Quail Hollow Golf Shows Upheaval of Sponsorships
By Michael Buteau
May 1 (Bloomberg) -- The Quail Hollow Championship, a PGA Tour event that sold out six straight years, is an unlikely candidate to be suffering from an identity crisis.
While Tiger Woods and other players walk past signs that say “Quail Hollow,” ticket holders have stubs bearing logos of Wells Fargo & Co.’s Wachovia bank.
The scenes around the seven-year-old tournament are a microcosm of the difficulty facing sports sponsors during the worst economic decline in a generation. While companies still want to be associated with powerful athletes like Woods, who ranked No. 1 on BusinessWeek magazine’s list of 100 most influential sports people in October, some would simply prefer to keep their relationships less public.
“Financial institutions are under a different kind of microscope these days,” Steve Rosner, co-founder of 16W Marketing LLC of Rutherford, New Jersey, said in a telephone interview. “They have to be extremely sensitive of how they spend their money, because not only do they have to answer to shareholders, they now have to answer to the government.”
Wells Fargo Chief Executive Officer John Stumpf told shareholders this week that the bank plans to repay $25 billion to the U.S. Treasury’s Troubled Asset Relief Program as soon as possible.
Printed Earlier
All tickets for the golf tournament were printed when the bank said in February that it would take its name off the marquees and stop entertaining clients on the grounds. On the event’s official Web site, all mentions of Wachovia have been replaced with “the Championship.”
Entertaining clients during the tournament could “send mixed signals about our priorities to many of our stakeholders,” Wells Fargo said when announcing its plans. Wachovia’s contract to sponsor the tournament runs through 2014.
The Charlotte-based championship, which didn’t sell all of its tickets this week for the first time, is more fortunate than other events. It’s now named for the host course, the Quail Hollow Club.
Ginn Resorts, based in Celebration, Florida, ended its sponsorship of the 50-and-over Champions Tour’s Ginn Championship. The company also cut its ties with the LPGA’s Ginn Open.
The Quail Hollow winner will receive $1.2 million of the tournament’s $6.5 million purse, which increased by $100,000 from 2008.
Golf Is Hit
Golf has been hit particularly hard around the world.
UBS AG, Switzerland’s second-largest bank, said in March that it will stop sponsoring the Hong Kong Open after this year’s tournament is played November.
Jim Remy, president of the PGA of America, today defended the sport in a letter to USA Today, three weeks after the newspaper ran a column denouncing golf as a representative of “what’s wrong with the USA.”
Golf is a “vital part of America’s fabric” and “most important in these times, a source of stable employment” for more than 55,000 club pros, managers and course superintendents, Remy wrote.
“I think golf has been unfairly targeted but it has been targeted,” said Kym Hougham, director of the tournament. “Everybody is dealing with it differently.”
In other sports, the Chicago Cubs had sued Under Armour Inc. after the sports apparel-maker pulled out of its five-year, $10.8 million contract with the team.
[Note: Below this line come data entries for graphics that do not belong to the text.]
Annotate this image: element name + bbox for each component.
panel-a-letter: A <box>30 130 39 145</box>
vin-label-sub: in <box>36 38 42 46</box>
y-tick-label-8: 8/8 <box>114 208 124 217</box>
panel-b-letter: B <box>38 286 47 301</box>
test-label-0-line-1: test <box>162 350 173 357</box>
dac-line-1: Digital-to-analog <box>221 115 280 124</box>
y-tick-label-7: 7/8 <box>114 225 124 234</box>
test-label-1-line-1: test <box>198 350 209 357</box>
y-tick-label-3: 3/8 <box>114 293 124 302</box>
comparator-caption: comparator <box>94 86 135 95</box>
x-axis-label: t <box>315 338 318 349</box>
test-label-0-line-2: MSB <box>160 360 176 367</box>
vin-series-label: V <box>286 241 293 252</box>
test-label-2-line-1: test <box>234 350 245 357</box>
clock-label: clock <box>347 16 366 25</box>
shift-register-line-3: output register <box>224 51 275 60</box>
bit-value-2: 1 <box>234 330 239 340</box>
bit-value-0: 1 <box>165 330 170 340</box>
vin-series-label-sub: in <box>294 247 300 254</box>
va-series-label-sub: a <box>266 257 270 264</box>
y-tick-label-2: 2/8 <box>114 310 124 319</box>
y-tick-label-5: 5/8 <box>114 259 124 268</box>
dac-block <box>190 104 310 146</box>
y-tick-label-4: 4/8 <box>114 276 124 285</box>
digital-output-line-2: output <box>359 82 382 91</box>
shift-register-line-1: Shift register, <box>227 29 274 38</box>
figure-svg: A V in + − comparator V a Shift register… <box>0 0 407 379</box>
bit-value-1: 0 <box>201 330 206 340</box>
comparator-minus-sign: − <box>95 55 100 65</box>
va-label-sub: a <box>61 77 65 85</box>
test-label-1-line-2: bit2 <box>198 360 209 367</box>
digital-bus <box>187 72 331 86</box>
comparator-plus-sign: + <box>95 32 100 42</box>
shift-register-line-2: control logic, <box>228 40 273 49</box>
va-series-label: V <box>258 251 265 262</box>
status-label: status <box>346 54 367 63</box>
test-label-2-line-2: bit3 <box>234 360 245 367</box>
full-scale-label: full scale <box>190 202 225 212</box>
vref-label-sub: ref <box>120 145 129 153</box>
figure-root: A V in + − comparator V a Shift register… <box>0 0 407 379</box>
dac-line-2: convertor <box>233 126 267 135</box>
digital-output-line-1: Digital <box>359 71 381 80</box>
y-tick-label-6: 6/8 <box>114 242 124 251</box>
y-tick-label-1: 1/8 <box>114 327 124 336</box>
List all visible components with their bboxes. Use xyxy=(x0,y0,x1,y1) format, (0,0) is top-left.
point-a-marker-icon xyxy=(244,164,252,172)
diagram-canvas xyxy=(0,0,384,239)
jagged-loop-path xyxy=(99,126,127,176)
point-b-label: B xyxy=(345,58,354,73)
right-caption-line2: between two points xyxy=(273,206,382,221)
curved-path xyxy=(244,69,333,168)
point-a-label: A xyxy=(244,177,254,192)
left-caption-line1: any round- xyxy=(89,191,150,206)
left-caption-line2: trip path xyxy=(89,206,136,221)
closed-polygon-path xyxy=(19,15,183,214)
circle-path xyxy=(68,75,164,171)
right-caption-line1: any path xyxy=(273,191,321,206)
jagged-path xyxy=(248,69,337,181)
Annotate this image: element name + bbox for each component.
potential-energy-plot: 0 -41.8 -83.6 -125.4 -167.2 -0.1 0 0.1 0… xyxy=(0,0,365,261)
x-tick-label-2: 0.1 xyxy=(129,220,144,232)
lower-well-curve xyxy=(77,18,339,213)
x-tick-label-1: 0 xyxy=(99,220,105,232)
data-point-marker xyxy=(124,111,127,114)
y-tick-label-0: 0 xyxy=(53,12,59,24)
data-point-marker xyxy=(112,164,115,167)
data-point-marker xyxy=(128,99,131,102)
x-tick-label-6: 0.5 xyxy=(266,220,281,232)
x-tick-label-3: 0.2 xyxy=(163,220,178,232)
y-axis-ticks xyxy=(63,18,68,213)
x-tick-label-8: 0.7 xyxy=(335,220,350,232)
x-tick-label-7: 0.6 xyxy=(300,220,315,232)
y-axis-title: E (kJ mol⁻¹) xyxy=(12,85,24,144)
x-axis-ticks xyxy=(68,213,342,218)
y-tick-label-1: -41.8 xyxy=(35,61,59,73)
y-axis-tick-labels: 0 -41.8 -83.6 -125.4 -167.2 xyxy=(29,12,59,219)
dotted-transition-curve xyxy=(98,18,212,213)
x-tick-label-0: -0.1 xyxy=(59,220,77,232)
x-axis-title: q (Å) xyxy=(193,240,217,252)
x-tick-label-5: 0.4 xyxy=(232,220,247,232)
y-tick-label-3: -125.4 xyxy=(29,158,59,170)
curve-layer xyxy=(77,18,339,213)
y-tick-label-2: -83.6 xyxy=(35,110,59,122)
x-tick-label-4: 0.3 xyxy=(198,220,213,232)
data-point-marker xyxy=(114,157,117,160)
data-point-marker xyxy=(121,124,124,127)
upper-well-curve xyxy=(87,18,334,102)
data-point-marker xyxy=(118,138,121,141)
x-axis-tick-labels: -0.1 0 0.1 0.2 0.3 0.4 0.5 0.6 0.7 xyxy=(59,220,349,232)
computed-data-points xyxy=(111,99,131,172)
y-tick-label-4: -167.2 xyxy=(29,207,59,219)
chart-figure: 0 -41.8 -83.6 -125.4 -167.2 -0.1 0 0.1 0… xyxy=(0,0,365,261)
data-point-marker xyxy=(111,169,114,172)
The team dropped the suit in April, after the company renewed the agreement, according to the Chicago Tribune.
Yankees Price Cut
The New York Yankees, baseball’s most successful franchise, slashed season-ticket prices for a few hundred premium seats to $1,250 from as much as $2,500 a game after the team played several games in its new $1.5 billion Yankee Stadium in front of rows of empty seats.
DHL, which sponsors Major League Baseball’s monthly and yearly “DHL Delivery Man” awards, ended an agreement with the Atlanta Braves in November, soon after the Deutsche Post AG unit had fired 14,900 workers and closed three-quarters of its outlets because it failed to compete with United Parcel Service Inc. and FedEx Corp. in the U.S.
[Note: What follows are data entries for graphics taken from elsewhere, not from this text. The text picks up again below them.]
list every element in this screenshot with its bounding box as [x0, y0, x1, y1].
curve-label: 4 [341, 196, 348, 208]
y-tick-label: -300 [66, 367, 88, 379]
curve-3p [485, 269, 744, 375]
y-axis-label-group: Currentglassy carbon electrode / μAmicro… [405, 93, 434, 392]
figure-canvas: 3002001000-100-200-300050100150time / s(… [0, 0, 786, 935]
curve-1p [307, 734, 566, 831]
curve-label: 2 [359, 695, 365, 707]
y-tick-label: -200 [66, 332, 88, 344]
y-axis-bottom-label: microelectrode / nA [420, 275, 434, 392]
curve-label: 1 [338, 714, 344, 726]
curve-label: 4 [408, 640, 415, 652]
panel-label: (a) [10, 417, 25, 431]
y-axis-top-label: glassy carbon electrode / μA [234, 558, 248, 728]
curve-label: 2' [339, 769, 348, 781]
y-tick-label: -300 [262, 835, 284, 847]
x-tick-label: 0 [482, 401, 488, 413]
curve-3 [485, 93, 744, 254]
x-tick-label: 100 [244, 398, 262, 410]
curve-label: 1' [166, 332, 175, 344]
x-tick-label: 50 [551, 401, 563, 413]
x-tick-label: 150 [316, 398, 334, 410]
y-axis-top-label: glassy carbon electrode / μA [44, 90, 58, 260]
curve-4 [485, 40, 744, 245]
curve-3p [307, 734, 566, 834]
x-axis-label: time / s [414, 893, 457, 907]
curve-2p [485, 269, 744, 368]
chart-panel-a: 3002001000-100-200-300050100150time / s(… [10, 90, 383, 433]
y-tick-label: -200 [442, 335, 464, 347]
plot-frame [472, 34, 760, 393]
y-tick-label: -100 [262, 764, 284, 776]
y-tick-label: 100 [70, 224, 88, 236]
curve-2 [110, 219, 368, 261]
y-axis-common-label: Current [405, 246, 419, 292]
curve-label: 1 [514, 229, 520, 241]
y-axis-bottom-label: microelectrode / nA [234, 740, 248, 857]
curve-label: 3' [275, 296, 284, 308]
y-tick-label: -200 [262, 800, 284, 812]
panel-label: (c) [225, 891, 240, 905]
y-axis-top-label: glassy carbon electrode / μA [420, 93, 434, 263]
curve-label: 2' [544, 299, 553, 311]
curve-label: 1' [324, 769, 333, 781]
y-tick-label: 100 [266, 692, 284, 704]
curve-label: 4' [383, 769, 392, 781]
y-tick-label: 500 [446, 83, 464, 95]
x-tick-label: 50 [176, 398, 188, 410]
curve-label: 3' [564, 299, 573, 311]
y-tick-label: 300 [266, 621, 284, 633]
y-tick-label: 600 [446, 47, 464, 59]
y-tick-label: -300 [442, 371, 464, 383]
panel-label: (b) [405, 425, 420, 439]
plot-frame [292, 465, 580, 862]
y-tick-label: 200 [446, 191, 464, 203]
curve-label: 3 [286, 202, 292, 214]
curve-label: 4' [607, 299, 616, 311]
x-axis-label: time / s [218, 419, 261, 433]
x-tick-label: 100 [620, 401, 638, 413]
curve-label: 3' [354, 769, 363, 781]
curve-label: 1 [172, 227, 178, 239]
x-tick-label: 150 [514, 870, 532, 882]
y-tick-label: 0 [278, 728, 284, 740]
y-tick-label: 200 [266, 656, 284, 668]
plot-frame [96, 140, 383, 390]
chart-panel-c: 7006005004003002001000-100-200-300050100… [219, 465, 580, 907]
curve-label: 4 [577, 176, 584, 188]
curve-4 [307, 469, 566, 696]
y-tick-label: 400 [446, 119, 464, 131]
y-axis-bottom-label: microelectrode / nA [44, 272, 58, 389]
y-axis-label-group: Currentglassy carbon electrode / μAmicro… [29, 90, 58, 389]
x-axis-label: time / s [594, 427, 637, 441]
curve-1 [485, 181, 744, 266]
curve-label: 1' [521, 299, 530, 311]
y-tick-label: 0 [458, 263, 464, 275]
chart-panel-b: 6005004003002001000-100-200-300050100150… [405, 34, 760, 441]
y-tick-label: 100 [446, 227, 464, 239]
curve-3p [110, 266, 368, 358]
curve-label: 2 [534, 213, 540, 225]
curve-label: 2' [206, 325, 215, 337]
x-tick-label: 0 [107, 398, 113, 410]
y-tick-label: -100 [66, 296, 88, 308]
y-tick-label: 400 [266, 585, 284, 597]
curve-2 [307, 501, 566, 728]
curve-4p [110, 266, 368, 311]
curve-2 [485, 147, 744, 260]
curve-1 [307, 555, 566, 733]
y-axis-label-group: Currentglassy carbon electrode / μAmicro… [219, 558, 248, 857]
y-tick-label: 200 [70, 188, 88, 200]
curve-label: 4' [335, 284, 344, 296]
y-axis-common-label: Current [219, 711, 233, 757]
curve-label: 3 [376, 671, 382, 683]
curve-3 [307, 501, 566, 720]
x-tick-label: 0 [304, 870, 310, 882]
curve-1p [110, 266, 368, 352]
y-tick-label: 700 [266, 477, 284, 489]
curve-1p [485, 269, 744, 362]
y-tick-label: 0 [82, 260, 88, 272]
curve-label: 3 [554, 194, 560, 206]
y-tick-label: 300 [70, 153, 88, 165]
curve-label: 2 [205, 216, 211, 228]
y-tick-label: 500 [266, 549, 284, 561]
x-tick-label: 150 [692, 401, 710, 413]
Anheuser-Busch InBev NV, the world’s biggest brewer, told General Electric Co.’s NBC television network that it plans to cut Olympic ad spending by as much as half, the Wall Street Journal reported this week.
The world economy is in its worst recession since World War II and the International Monetary Fund projects it will shrink 1.3 percent this year.
English Soccer
Still, it’s not all doom and gloom in the sports world.
English Premier League soccer club Everton signed a 10-year agreement with sports retailer Kitbag Limited today that may be worth a club-record 30 million pounds ($44.5 million).
Under the pact, the biggest commercial contract in Everton’s 131-year history, Kitbag will provide worldwide retail services for the club, operate an Everton retail brand and be responsible for shopping, mail order and the club’s online store.
As a contrast, American International Group Inc., the insurer rescued by the U.S. government, said in January that it won’t renew its $22 million-a-year sponsorship of English and European soccer champion Manchester United. British insurer Prudential Plc may replace AIG, the Sunday Telegraph reported last month.
Back on the golf course, as much as the sports sponsorship landscape is changing in places like Charlotte, one thing remains the same: Woods, winner of the 2007 Wachovia Championship, was one shot off the lead after two rounds.